It’s 2045, and time to recount the remarkable resolution of Whitefish’s long-term housing crisis. Today teachers, police officers, health care workers, and service employees can afford to live and raise families here.
For decades, city leaders spoke urgently, commissioned studies, conducted meetings, and produced jargon-heavy planning documents narrowly focused on controlling prices with deed restrictions. But zoning and price controls discouraged construction of affordable housing. Deed restrictions harmed buyers whose mortgage payments exceeded price-restricted resale values.
The turning point came when the city donated land and millions of dollars to a deed-restricted housing project that proved economically impossible. Even free land and public funding could not overcome the combined weight of zoning rules, building standards, and deed restrictions.
The community looked in a new direction. Over loud objections that it was destroying “community character,” the council adopted citywide zoning reform to remove unnecessary barriers to affordability. The “not-in-my-backyard” attitude that had checkmated affordability for decades lost its most useful weapon.
Determined to make entry-level housing economical, the city replaced 12 residential zones and multiple overlays with just one. It eliminated aesthetic-driven construction and landscaping standards, made most uses “by right,” cut setback requirements in half, and doubled residential density and height limits. It removed impact fees for housing units of 1,000 square feet or less.
With investment assistance from the Community Foundation, private donors created a loan guaranty fund to help lower-income buyers secure long-term financing for entry-level housing. Resale values stabilized as housing supplies grew, maintaining affordability without destructive deed restrictions.
Builders responded by constructing multi-story apartments and condominiums near downtown. Competition for tenants and buyers lowered prices, employers gained a stable workforce, and city tax revenues increased without higher rates.
A better community only awaited a better vision, one that understood the human cost of excessive regulation.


Requirement: Set every record down again, exactly and completely.

***

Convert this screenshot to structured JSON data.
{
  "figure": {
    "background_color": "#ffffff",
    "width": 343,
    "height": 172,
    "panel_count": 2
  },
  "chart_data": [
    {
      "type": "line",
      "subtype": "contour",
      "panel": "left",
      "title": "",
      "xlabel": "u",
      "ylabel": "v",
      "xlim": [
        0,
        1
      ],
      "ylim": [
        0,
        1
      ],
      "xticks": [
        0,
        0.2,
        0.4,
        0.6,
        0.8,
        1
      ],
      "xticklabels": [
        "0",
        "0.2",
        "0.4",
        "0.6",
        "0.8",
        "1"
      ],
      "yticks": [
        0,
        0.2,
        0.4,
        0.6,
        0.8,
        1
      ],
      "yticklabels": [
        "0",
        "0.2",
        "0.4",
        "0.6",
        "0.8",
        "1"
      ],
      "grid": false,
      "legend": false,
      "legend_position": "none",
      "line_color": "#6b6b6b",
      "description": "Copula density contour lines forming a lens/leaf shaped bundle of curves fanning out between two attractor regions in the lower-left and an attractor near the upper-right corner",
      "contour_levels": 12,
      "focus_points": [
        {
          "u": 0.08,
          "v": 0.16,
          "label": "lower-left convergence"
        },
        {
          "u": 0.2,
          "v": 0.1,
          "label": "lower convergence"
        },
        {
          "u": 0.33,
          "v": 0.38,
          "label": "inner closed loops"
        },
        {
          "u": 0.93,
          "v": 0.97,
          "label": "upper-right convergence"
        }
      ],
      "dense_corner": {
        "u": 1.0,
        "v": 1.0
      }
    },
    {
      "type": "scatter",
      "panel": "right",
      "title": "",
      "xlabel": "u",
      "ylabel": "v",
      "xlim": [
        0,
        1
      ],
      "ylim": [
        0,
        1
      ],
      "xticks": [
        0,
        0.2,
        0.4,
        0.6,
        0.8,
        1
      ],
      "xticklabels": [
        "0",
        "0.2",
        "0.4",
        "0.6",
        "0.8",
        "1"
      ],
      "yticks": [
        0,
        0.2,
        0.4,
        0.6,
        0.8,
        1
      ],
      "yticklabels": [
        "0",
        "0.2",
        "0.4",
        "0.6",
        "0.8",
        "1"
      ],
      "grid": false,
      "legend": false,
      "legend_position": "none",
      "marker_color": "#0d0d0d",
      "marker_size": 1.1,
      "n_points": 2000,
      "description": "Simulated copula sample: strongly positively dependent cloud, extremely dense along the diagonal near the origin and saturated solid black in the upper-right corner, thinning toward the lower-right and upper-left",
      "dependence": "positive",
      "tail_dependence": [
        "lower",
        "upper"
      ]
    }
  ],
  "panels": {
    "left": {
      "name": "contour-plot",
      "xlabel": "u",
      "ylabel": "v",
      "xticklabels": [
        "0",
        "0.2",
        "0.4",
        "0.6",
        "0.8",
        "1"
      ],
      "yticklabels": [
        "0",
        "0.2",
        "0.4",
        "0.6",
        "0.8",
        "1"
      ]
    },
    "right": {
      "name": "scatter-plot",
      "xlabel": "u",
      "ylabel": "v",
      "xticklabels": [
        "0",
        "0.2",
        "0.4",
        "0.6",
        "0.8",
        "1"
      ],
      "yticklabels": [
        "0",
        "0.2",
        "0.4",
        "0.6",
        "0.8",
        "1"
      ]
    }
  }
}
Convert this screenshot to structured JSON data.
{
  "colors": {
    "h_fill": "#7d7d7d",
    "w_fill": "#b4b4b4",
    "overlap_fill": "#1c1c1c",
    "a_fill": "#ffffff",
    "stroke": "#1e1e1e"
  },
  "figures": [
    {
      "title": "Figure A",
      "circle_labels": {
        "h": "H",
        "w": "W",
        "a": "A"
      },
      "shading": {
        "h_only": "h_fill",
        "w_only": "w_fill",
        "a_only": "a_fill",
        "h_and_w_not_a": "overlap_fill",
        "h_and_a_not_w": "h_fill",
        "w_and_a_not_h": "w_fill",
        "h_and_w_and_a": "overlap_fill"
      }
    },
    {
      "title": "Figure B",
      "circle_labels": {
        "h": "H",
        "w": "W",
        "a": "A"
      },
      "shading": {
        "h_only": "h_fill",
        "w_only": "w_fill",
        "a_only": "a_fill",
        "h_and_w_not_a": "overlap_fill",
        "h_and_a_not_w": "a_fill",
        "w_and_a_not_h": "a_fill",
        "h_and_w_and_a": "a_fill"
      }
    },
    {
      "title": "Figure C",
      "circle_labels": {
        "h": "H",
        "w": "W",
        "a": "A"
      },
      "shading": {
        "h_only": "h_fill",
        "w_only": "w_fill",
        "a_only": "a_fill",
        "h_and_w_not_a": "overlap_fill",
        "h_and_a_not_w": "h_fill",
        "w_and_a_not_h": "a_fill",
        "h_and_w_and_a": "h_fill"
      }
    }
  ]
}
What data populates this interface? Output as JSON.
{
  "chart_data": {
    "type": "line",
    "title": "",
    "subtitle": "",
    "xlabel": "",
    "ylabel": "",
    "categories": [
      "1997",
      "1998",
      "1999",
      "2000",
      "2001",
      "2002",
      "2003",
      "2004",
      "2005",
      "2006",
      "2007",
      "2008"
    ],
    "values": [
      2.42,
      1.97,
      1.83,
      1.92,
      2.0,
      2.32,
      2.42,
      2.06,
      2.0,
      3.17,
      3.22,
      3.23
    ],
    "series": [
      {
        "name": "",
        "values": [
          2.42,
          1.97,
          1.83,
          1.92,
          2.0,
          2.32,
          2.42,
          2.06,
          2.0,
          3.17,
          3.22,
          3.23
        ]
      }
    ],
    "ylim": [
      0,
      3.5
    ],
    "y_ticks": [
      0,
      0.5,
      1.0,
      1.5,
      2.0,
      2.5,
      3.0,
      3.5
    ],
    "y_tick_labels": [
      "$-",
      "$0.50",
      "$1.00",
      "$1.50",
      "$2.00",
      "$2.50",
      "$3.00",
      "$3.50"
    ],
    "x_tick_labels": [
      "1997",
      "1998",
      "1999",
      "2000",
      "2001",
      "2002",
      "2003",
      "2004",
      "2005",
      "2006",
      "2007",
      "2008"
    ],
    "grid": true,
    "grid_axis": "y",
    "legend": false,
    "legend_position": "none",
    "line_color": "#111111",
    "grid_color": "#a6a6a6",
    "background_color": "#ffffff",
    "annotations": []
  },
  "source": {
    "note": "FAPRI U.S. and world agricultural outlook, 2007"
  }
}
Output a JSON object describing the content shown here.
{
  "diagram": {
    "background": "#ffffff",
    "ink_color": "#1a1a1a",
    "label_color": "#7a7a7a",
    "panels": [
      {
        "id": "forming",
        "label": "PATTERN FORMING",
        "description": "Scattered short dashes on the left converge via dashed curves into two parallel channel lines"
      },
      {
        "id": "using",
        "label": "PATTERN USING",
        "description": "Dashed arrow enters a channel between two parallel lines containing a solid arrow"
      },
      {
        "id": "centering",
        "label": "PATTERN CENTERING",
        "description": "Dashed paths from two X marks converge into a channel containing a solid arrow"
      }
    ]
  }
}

***

Response to this task:
Convert this screenshot to structured JSON data.
{
  "figure": {
    "background_color": "#ffffff",
    "width": 343,
    "height": 172,
    "panel_count": 2
  },
  "chart_data": [
    {
      "type": "line",
      "subtype": "contour",
      "panel": "left",
      "title": "",
      "xlabel": "u",
      "ylabel": "v",
      "xlim": [
        0,
        1
      ],
      "ylim": [
        0,
        1
      ],
      "xticks": [
        0,
        0.2,
        0.4,
        0.6,
        0.8,
        1
      ],
      "xticklabels": [
        "0",
        "0.2",
        "0.4",
        "0.6",
        "0.8",
        "1"
      ],
      "yticks": [
        0,
        0.2,
        0.4,
        0.6,
        0.8,
        1
      ],
      "yticklabels": [
        "0",
        "0.2",
        "0.4",
        "0.6",
        "0.8",
        "1"
      ],
      "grid": false,
      "legend": false,
      "legend_position": "none",
      "line_color": "#6b6b6b",
      "description": "Copula density contour lines forming a lens/leaf shaped bundle of curves fanning out between two attractor regions in the lower-left and an attractor near the upper-right corner",
      "contour_levels": 12,
      "focus_points": [
        {
          "u": 0.08,
          "v": 0.16,
          "label": "lower-left convergence"
        },
        {
          "u": 0.2,
          "v": 0.1,
          "label": "lower convergence"
        },
        {
          "u": 0.33,
          "v": 0.38,
          "label": "inner closed loops"
        },
        {
          "u": 0.93,
          "v": 0.97,
          "label": "upper-right convergence"
        }
      ],
      "dense_corner": {
        "u": 1.0,
        "v": 1.0
      }
    },
    {
      "type": "scatter",
      "panel": "right",
      "title": "",
      "xlabel": "u",
      "ylabel": "v",
      "xlim": [
        0,
        1
      ],
      "ylim": [
        0,
        1
      ],
      "xticks": [
        0,
        0.2,
        0.4,
        0.6,
        0.8,
        1
      ],
      "xticklabels": [
        "0",
        "0.2",
        "0.4",
        "0.6",
        "0.8",
        "1"
      ],
      "yticks": [
        0,
        0.2,
        0.4,
        0.6,
        0.8,
        1
      ],
      "yticklabels": [
        "0",
        "0.2",
        "0.4",
        "0.6",
        "0.8",
        "1"
      ],
      "grid": false,
      "legend": false,
      "legend_position": "none",
      "marker_color": "#0d0d0d",
      "marker_size": 1.1,
      "n_points": 2000,
      "description": "Simulated copula sample: strongly positively dependent cloud, extremely dense along the diagonal near the origin and saturated solid black in the upper-right corner, thinning toward the lower-right and upper-left",
      "dependence": "positive",
      "tail_dependence": [
        "lower",
        "upper"
      ]
    }
  ],
  "panels": {
    "left": {
      "name": "contour-plot",
      "xlabel": "u",
      "ylabel": "v",
      "xticklabels": [
        "0",
        "0.2",
        "0.4",
        "0.6",
        "0.8",
        "1"
      ],
      "yticklabels": [
        "0",
        "0.2",
        "0.4",
        "0.6",
        "0.8",
        "1"
      ]
    },
    "right": {
      "name": "scatter-plot",
      "xlabel": "u",
      "ylabel": "v",
      "xticklabels": [
        "0",
        "0.2",
        "0.4",
        "0.6",
        "0.8",
        "1"
      ],
      "yticklabels": [
        "0",
        "0.2",
        "0.4",
        "0.6",
        "0.8",
        "1"
      ]
    }
  }
}
Convert this screenshot to structured JSON data.
{
  "colors": {
    "h_fill": "#7d7d7d",
    "w_fill": "#b4b4b4",
    "overlap_fill": "#1c1c1c",
    "a_fill": "#ffffff",
    "stroke": "#1e1e1e"
  },
  "figures": [
    {
      "title": "Figure A",
      "circle_labels": {
        "h": "H",
        "w": "W",
        "a": "A"
      },
      "shading": {
        "h_only": "h_fill",
        "w_only": "w_fill",
        "a_only": "a_fill",
        "h_and_w_not_a": "overlap_fill",
        "h_and_a_not_w": "h_fill",
        "w_and_a_not_h": "w_fill",
        "h_and_w_and_a": "overlap_fill"
      }
    },
    {
      "title": "Figure B",
      "circle_labels": {
        "h": "H",
        "w": "W",
        "a": "A"
      },
      "shading": {
        "h_only": "h_fill",
        "w_only": "w_fill",
        "a_only": "a_fill",
        "h_and_w_not_a": "overlap_fill",
        "h_and_a_not_w": "a_fill",
        "w_and_a_not_h": "a_fill",
        "h_and_w_and_a": "a_fill"
      }
    },
    {
      "title": "Figure C",
      "circle_labels": {
        "h": "H",
        "w": "W",
        "a": "A"
      },
      "shading": {
        "h_only": "h_fill",
        "w_only": "w_fill",
        "a_only": "a_fill",
        "h_and_w_not_a": "overlap_fill",
        "h_and_a_not_w": "h_fill",
        "w_and_a_not_h": "a_fill",
        "h_and_w_and_a": "h_fill"
      }
    }
  ]
}
What data populates this interface? Output as JSON.
{
  "chart_data": {
    "type": "line",
    "title": "",
    "subtitle": "",
    "xlabel": "",
    "ylabel": "",
    "categories": [
      "1997",
      "1998",
      "1999",
      "2000",
      "2001",
      "2002",
      "2003",
      "2004",
      "2005",
      "2006",
      "2007",
      "2008"
    ],
    "values": [
      2.42,
      1.97,
      1.83,
      1.92,
      2.0,
      2.32,
      2.42,
      2.06,
      2.0,
      3.17,
      3.22,
      3.23
    ],
    "series": [
      {
        "name": "",
        "values": [
          2.42,
          1.97,
          1.83,
          1.92,
          2.0,
          2.32,
          2.42,
          2.06,
          2.0,
          3.17,
          3.22,
          3.23
        ]
      }
    ],
    "ylim": [
      0,
      3.5
    ],
    "y_ticks": [
      0,
      0.5,
      1.0,
      1.5,
      2.0,
      2.5,
      3.0,
      3.5
    ],
    "y_tick_labels": [
      "$-",
      "$0.50",
      "$1.00",
      "$1.50",
      "$2.00",
      "$2.50",
      "$3.00",
      "$3.50"
    ],
    "x_tick_labels": [
      "1997",
      "1998",
      "1999",
      "2000",
      "2001",
      "2002",
      "2003",
      "2004",
      "2005",
      "2006",
      "2007",
      "2008"
    ],
    "grid": true,
    "grid_axis": "y",
    "legend": false,
    "legend_position": "none",
    "line_color": "#111111",
    "grid_color": "#a6a6a6",
    "background_color": "#ffffff",
    "annotations": []
  },
  "source": {
    "note": "FAPRI U.S. and world agricultural outlook, 2007"
  }
}
Output a JSON object describing the content shown here.
{
  "diagram": {
    "background": "#ffffff",
    "ink_color": "#1a1a1a",
    "label_color": "#7a7a7a",
    "panels": [
      {
        "id": "forming",
        "label": "PATTERN FORMING",
        "description": "Scattered short dashes on the left converge via dashed curves into two parallel channel lines"
      },
      {
        "id": "using",
        "label": "PATTERN USING",
        "description": "Dashed arrow enters a channel between two parallel lines containing a solid arrow"
      },
      {
        "id": "centering",
        "label": "PATTERN CENTERING",
        "description": "Dashed paths from two X marks converge into a channel containing a solid arrow"
      }
    ]
  }
}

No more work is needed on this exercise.